You also have to be able to handle all the pointers created within
any C program by such things as the & operator, and by automatic
conversion of array references. To include these you have to get
into the warp and woof of the complete compiler/code-generator, and
you will have significant efficiency losses since all pointer
references will have to be indirect, through a system table.
 
F

Flash Gordon

jacob said:
Joe said:
Richard Heathfield wrote:

[ snip all ]

Some time ago now I attacked the GC problem, as I saw it, with what I
called GE or Garbage Elimination.

It has to do with wrapping malloc, calloc, realloc and free such that
they all come to GE first. GE is basically a manager of a linked list
of allocation data, including addresses and sizes.

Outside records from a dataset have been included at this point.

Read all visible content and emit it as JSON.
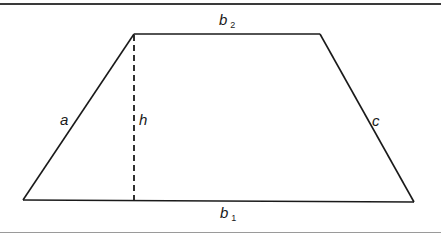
{
  "diagram": {
    "shape": "trapezoid",
    "colors": {
      "stroke": "#1a1a1a",
      "top_rule": "#3a3a3a",
      "bottom_rule": "#9a9a9a",
      "background": "#ffffff"
    },
    "vertices": {
      "top_left": [
        134,
        34
      ],
      "top_right": [
        320,
        34
      ],
      "bottom_right": [
        414,
        202
      ],
      "bottom_left": [
        23,
        200
      ]
    },
    "height_line": {
      "style": "dashed",
      "x": 134,
      "y1": 34,
      "y2": 201
    },
    "labels": {
      "b2": {
        "base": "b",
        "sub": "2"
      },
      "b1": {
        "base": "b",
        "sub": "1"
      },
      "a": {
        "text": "a"
      },
      "h": {
        "text": "h"
      },
      "c": {
        "text": "c"
      }
    }
  }
}
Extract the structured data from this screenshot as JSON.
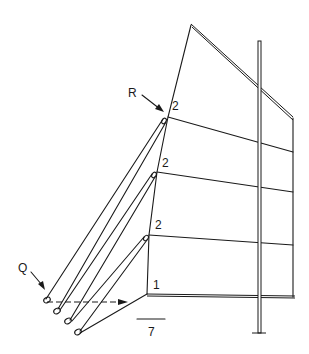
{
  "diagram": {
    "type": "sail rigging line drawing",
    "labels": {
      "R": "R",
      "Q": "Q",
      "batten_upper": "2",
      "batten_middle": "2",
      "batten_lower": "2",
      "tack": "1",
      "scale": "7"
    },
    "colors": {
      "line": "#1a1a1a",
      "background": "#ffffff"
    }
  }
}
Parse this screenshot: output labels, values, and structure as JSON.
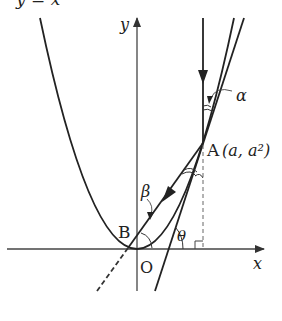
{
  "figure": {
    "curve_label": "y = x²",
    "axis_y_label": "y",
    "axis_x_label": "x",
    "origin_label": "O",
    "point_a_label": "A",
    "point_a_coords": "(a, a²)",
    "point_b_label": "B",
    "angle_alpha": "α",
    "angle_beta": "β",
    "angle_theta": "θ"
  },
  "colors": {
    "stroke": "#222222",
    "axis": "#444444",
    "dashed": "#555555",
    "background": "#ffffff"
  }
}
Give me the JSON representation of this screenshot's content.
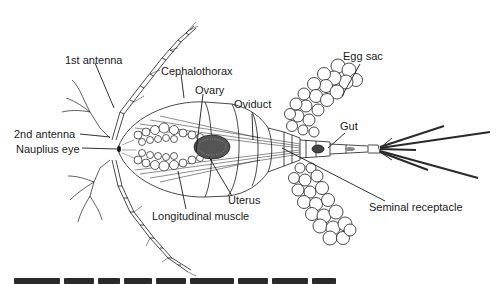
{
  "figure": {
    "labels": {
      "first_antenna": "1st antenna",
      "cephalothorax": "Cephalothorax",
      "ovary": "Ovary",
      "oviduct": "Oviduct",
      "egg_sac": "Egg sac",
      "gut": "Gut",
      "second_antenna": "2nd antenna",
      "nauplius_eye": "Nauplius eye",
      "uterus": "Uterus",
      "longitudinal_muscle": "Longitudinal muscle",
      "seminal_receptacle": "Seminal receptacle"
    },
    "caption_visible": false
  },
  "colors": {
    "ink": "#1a1a1a",
    "background": "#ffffff"
  }
}
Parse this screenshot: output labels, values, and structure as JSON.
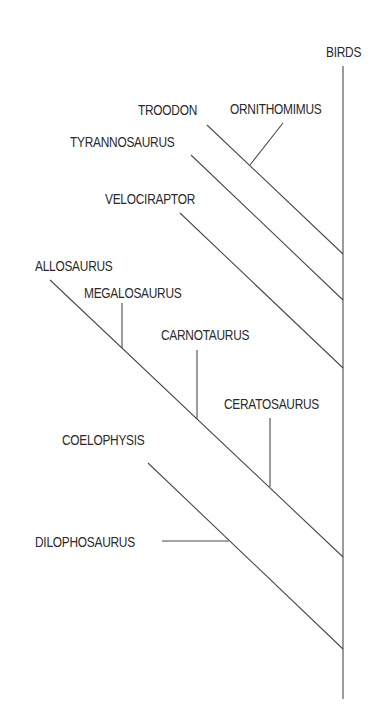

GE.h adds 'size_t size(void *p);' to the vocabulary, size of the
allocation.

User calls to *alloc are simply recorded in the list and then passed
to their libc namesakes. Calls to free() are looked up in the list and
if found result in a call to libc free() and deletion from the list.
If the user calls free(x) and x is not in the list, we simply return,
a NOP.

What do you think of it?

I think that if an invalid pointer is passed it should abort the program
since something serious has gone wrong and you don't know how much else
has been messed up.
I am afraid you are actually repeating the code of malloc.
The system function malloc has been probably coded with great care to do
exactly that:

Find a free block in the list of free blocks!

You are just adding a layer that does the same.


No, his layer does *not* do the same as the C library. Most
implementations will crash at some point after you have called free with
an invalid pointer. Joe Wright's wrapper will prevent that.